In the early years of his reign, I had a grudging respect for Mr. Xi.

  • Mr. Xi appeared to have a broad plan to remake China in his own vision – and he was carrying it out carefully - step-by-step – and successfully.

I say grudging because I felt he was no friend of America and the advanced democracies.

  • And the better Mr. Xi ruled, the more danger I saw to these democracies and the liberal world order itself.

Then he faltered.

4 | Xi Jinping: ‘Bad Emperor’?

‘Since taking office in 2012,’ writes Mr. Tepperman, ‘Xi, in his single-minded pursuit of personal power, has systematically dismantled just about every reform meant to block the rise of a new Mao—to prevent what Francis Fukuyama has called the “Bad Emperor” problem.’

  • ‘Unfortunately for China, the reforms Xi has targeted were the same ones that had made it so successful in the intervening period.’

‘Over the last ten years, he has consolidated power in his own hands and eliminated bureaucratic incentives for truth-telling and achieving successful results, replacing them with a system that rewards just one thing:’

  • ‘loyalty.’

‘Meanwhile, he has imposed draconian new security laws and a high-tech surveillance system, cracked down on dissent, crushed independent nongovernmental organizations (even those that align with his policies), cut China off from foreign ideas, and turned the western territory Xinjiang into a giant concentration camp for Muslim Uyghurs.’

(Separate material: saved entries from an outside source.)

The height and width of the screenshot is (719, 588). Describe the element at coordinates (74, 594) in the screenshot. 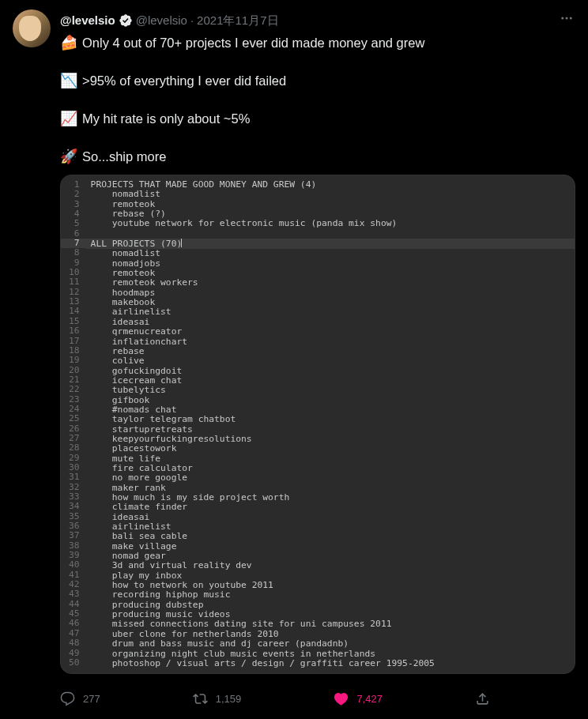

I see `line-number: 43` at that location.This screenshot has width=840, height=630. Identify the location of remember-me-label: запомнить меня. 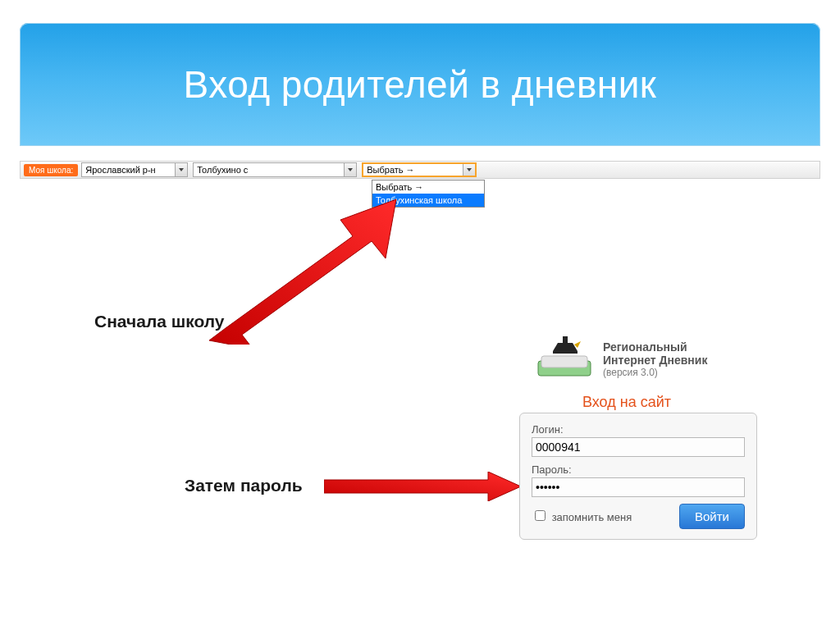
(592, 517).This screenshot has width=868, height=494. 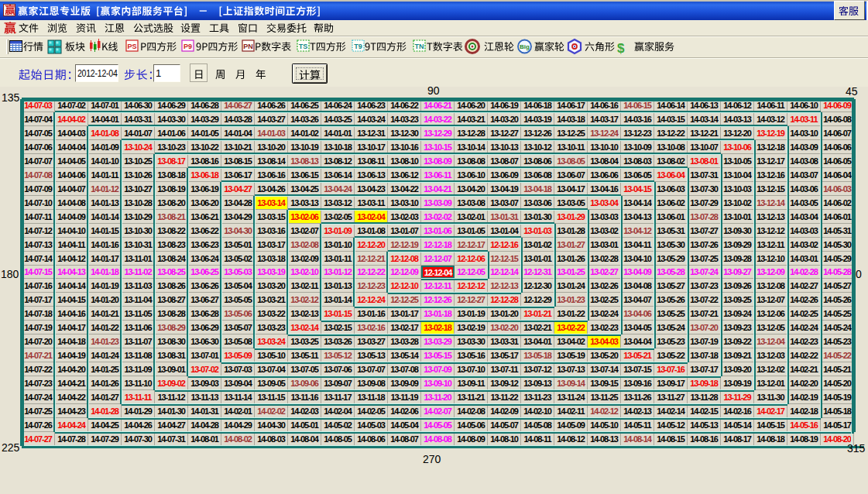 I want to click on svg-text: P9, so click(x=187, y=46).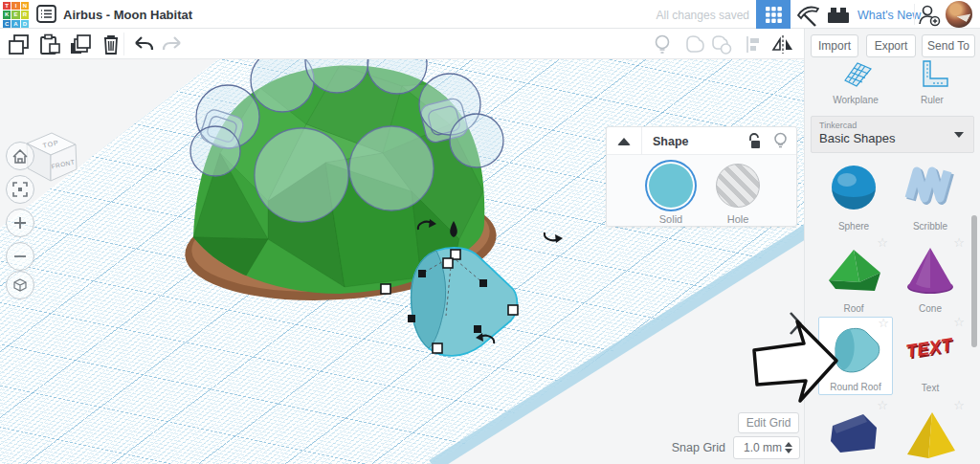 This screenshot has width=980, height=464. Describe the element at coordinates (553, 237) in the screenshot. I see `rotate-handle` at that location.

  • ‘And in the past year, he has also launched a war on China’s billionaires, pummeled its star tech firms, and increased the power and financing of the country’s inefficient and underperforming state-owned enterprises—starving private businesses of capital in the process.’

‘Xi also faces external problems on just about every front—'

  • ‘again mostly of his own making.’

‘Having abandoned Deng’s dictum that China “hide its strength and bide its time,” he has instead sought confrontation. That has meant:’

  • ‘accelerating land grabs in the South and East China Seas,’
  • ‘threatening Taiwan,’
  • ‘using usurious loans tendered under the Belt and Road Initiative to grab control of foreign infrastructure,’
  • ‘encouraging China’s envoys to engage in bullying “wolf-warrior” diplomacy, and most recently,’
  • ‘backing Russia in its illegal and unpopular war on Ukraine.’

‘The consequences have been predictable:’

  • ‘around the world, Beijing’s public standing has fallen to near- or all-time lows,’
  • ‘while states on China’s periphery have poured money into their militaries, crowded under Washington’s security umbrella, and embraced new security pacts such as the Quadrilateral Security Dialogue (which links Australia, India, Japan, and the United States) and AUKUS (a trilateral security pact between Australia, the United Kingdom, and the United States).’

‘The recent party congress was just the icing on this toxic cake.’

  • ‘More than a display of China’s grandeur, the event served to highlight its growing flaws.’

‘It was Xi’s coronation as China’s latest Bad Emperor.’

5 | The most consequential outcome of 2022

Do the Chinese people think Mr. Xi is a Bad Emperor?

  • Not that I’ve seen.

Those of us outside China have watched Mr. Xi falter in the ways Mr. Tepperman describes.

  • The Chinese people, consuming only Party-controlled media, have not.

Until now, that is.

  • When they can directly ‘seek truth from facts’ from their own lived experiences.

Some have asked me what will be the greatest risk to China in the next five years.

  • My answer: That Xi Jinping will overstep and enact policies that Chinese people won’t accept, especially those that have a direct impact on their lives and livelihoods.

As I have often said:

  • The Chinese are patient, until they aren’t.

TheCOVID policy debacle shows this.

  • More tests of their patience are on their way if the Chinese people begin to perceive Mr. Xi is, in fact, a ‘not terribly effective dictator,’.

Then, this first change in their perception of Xi Jinping will turn out to be the most consequential outcome in China in 2022.

  • Because, as I said in the opening, the Chinese people might obey an obstinate and ruthless dictator but not an ineffective one.